Part of my job is editing educational video modules for textbook publishers, and I can't even tell you the number of times we've been asked to change something "because it needs to sell in Texas."
Natter 64: Yes, we still need you
Off-topic discussion. Wanna talk about corsets, duct tape, or physics? This is the place. Detailed discussion of any current-season TV must be whitefonted.
I think the weirdest textbook change I've heard of was a short story that a teenage girl wrote that won a contest from YM magazine. This story was really good, and a publisher wanted to put it in their English textbook for seventh or eighth grade. One scene in the story had the characters sitting by a pool eating ice cream. California had recently put in rules that their schools should teach healthy eating habits, and the textbook committee asked the publisher to change it so that the characters were eating strawberries. I can't remember whether they actually changed that one or not.
Texas teaching the bible in public schools this year.
I can see how teaching the Bible as literature could be a good thing. The odds of the class not getting used to proselytize? I don't know.
"I think it is a good thing because a lot of kids don't have that experience, and they already want to take prayer out of school as it is, and you see where our kids are ending up!" said Tyler resident Laura Tucker.

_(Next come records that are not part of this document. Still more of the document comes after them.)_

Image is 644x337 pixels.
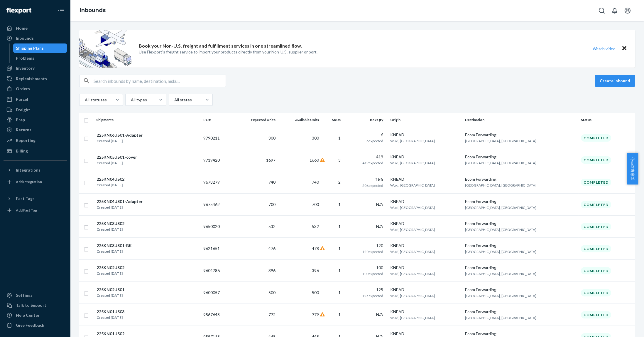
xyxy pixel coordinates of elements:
span: 700 [268,202,275,207]
div: Completed [581,311,611,318]
div: 186 [348,176,383,182]
span: 1 [338,135,341,140]
img: Flexport logo [7,8,31,13]
div: Prep [16,117,25,123]
div: KNEAD [390,331,460,337]
div: Help Center [16,312,39,318]
span: 700 [312,202,319,207]
div: Ecom Forwarding [465,265,576,270]
span: 100 expected [362,271,383,276]
div: Completed [581,267,611,274]
div: 225KN02US02 [97,265,124,270]
div: Billing [16,148,28,154]
button: Open Search Box [596,5,608,16]
span: [GEOGRAPHIC_DATA], [GEOGRAPHIC_DATA] [465,271,536,276]
td: 9600057 [201,281,233,304]
span: [GEOGRAPHIC_DATA], [GEOGRAPHIC_DATA] [465,183,536,187]
div: Completed [581,201,611,208]
td: 9790211 [201,127,233,149]
button: Watch video [589,44,619,53]
span: 300 [268,135,275,140]
th: Destination [463,113,578,127]
span: 740 [312,179,319,184]
div: Ecom Forwarding [465,221,576,226]
a: Shipping Plans [13,44,67,53]
span: [GEOGRAPHIC_DATA], [GEOGRAPHIC_DATA] [465,293,536,298]
span: Wuxi, [GEOGRAPHIC_DATA] [390,183,435,187]
a: Problems [13,53,67,63]
span: 476 [268,246,275,251]
div: Ecom Forwarding [465,132,576,138]
div: Add Fast Tag [16,208,37,213]
th: Available Units [278,113,321,127]
div: Parcel [16,96,28,102]
td: 9650020 [201,215,233,238]
div: Created [DATE] [97,293,124,298]
span: 1697 [266,158,275,163]
th: PO# [201,113,233,127]
div: 125 [348,287,383,293]
div: Integrations [16,167,40,173]
th: SKUs [321,113,346,127]
span: 120 expected [362,250,383,254]
span: [GEOGRAPHIC_DATA], [GEOGRAPHIC_DATA] [465,227,536,232]
div: 225KN04US02 [97,176,124,182]
span: 772 [268,312,275,317]
span: 6 expected [366,139,383,143]
div: Talk to Support [16,302,47,308]
a: Replenishments [4,74,67,83]
span: 478 [312,246,319,251]
td: 9678279 [201,171,233,194]
div: Ecom Forwarding [465,176,576,182]
span: Wuxi, [GEOGRAPHIC_DATA] [390,271,435,276]
a: Inventory [4,63,67,73]
div: Completed [581,223,611,230]
div: Shipping Plans [16,45,44,51]
input: All statuses [84,97,85,103]
button: Integrations [4,165,67,175]
div: Reporting [16,138,35,143]
div: 120 [348,242,383,249]
th: Shipments [94,113,201,127]
div: Orders [16,86,30,91]
div: KNEAD [390,265,460,270]
a: Parcel [4,95,67,104]
button: Fast Tags [4,194,67,203]
span: 1 [338,224,341,229]
div: Add Integration [16,179,42,184]
button: Open notifications [609,5,620,16]
span: 396 [312,268,319,273]
button: Close Navigation [55,5,67,16]
span: Wuxi, [GEOGRAPHIC_DATA] [390,205,435,210]
div: 225KN02US01 [97,287,124,293]
div: Returns [16,127,31,133]
span: Wuxi, [GEOGRAPHIC_DATA] [390,139,435,143]
div: Ecom Forwarding [465,331,576,337]
div: Ecom Forwarding [465,287,576,293]
div: Inbounds [16,35,34,41]
div: Created [DATE] [97,182,124,188]
button: Close [620,44,628,53]
div: Problems [16,55,35,61]
div: Ecom Forwarding [465,309,576,314]
span: 532 [312,224,319,229]
div: 6 [348,132,383,138]
th: Expected Units [233,113,278,127]
span: 2 [338,179,341,184]
p: Book your Non-U.S. freight and fulfillment services in one streamlined flow. [139,43,302,49]
a: Freight [4,105,67,115]
span: N/A [376,224,383,229]
div: Home [16,25,27,31]
div: Completed [581,245,611,252]
a: Inbounds [4,33,67,43]
span: N/A [376,202,383,207]
div: 225KN03US02 [97,221,124,226]
a: Add Fast Tag [4,206,67,215]
button: Open account menu [622,5,633,16]
div: KNEAD [390,132,460,138]
span: 419 expected [362,161,383,165]
span: Wuxi, [GEOGRAPHIC_DATA] [390,315,435,320]
th: Origin [388,113,463,127]
input: All types [130,97,131,103]
input: Search inbounds by name, destination, msku... [94,75,226,87]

Aha! If only we taught the Bible in school, our children wouldn't end up junkie prostitute murderers.
(I am really confused about this "a lot of kids don't have that experience" thing. Don't people go to Bible study already? And if you are not Christian, I'm pretty sure you know the Bible exists, and you have chosen not to study it.)
"The purpose of a course like this isn't even really to get kids to believe it, per se, it is just to appreciate the profound impact that it has had on our history and on our government."
And I'm pretty sure the history textbooks already mention that impact.
Like Ginger said, understanding the bible and the influence the bible has had is really important in english literature. And if you teach nothing with religious themes and nothing with sexual themes, and nothing with bad behavior, fiction is about as interesting as the back of a cereal box. However, I doubt that is the actual point of the Texas law. Plus, weren't the Texans the ones regulating lighting designers in a really stupid was?
I want to believe that's a joke. I mean, I can't see how even Texas right-wingers would go along with eliminating George Washington and Stephen Austin from the history books.
On the other hand, I've been burned before by thinking, "No, that's just too craxy."
it is just to appreciate the profound impact that it has had on our history and on our government.
They should combine the class with the Qur'an as literature and in history since the impact on world politics is enormous.
Part of my job is editing educational video modules for textbook publishers, and I can't even tell you the number of times we've been asked to change something "because it needs to sell in Texas."
Oh yeah. I worked as an editor for a major textbook publisher for years and we had to do "special editions" and also put all controversial topics into ancillary materials. I worked on an AIDS one, and it just infuriated me that many states wouldn't use it. Arg.
I vaguely recall Texas insisting on removing a reference to prostitution in the Old West from a high school textbook (like, one sentence mentioning that there were prostitutes there) because American history classes are supposed to instill a sense of pride in our country, and that's not something to be proud of.